Rev. Angus Stewart
It is true that a man does not become a Christian through his own works. John 1:13 is even more searching in that it specifically rules out the will of man in the new birth, also called regeneration (Titus 3:5). Three times John declares that the source or origin of the new birth does not lie with man and twice he explicitly excludes man’s will: the children of God “were born, not [1] of blood, nor [2] of the will of the flesh, nor [3] of the will of man.”

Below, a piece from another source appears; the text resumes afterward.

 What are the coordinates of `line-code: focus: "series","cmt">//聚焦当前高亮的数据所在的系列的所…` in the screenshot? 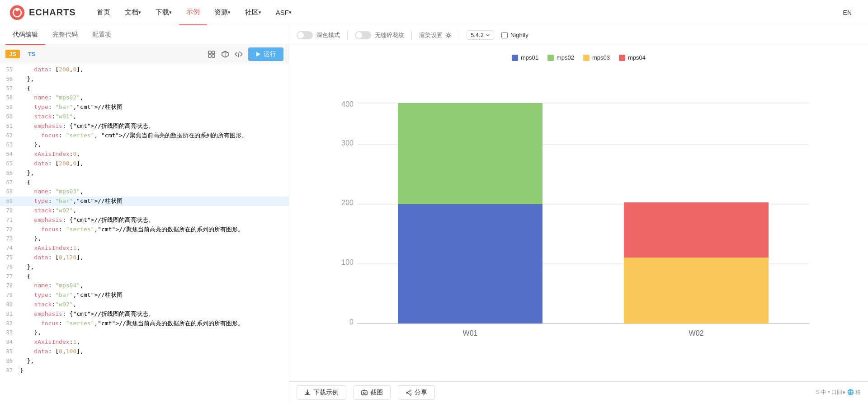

One man is born again and another is not. Why? It is not because of his physical, blood descent, nor is it because of man’s will—not of the individual, nor of his parents, nor of his minister. Thus man is not born again through repenting or believing or “yielding” or any other exercise of man’s will. Man does not even cooperate in or desire or seek the new birth. John 1:13 declares that the sons of God are born “of God”—wholly, absolutely, sovereignly. The new birth is of God’s will not man’s will (James 1:18) and the Holy Spirit blows sovereignly like the wind regenerating this person but not that person (John 3:8). Thus the Westminster Confession states that the new birth is wrought by the Holy Spirit “who worketh where, and when, and how he pleaseth” (10:3).
God regenerates a man and then—and only then—does he believe. Thus the Lord opened Lydia’s heart so that she believed on Jesus Christ (Acts 16:14).
The truth of God’s absolutely sovereign regeneration of a dead sinner (Eph. 2:1) is vital for the preservation of the saving gospel of Jesus Christ against self-salvation by the works and will of the sinner.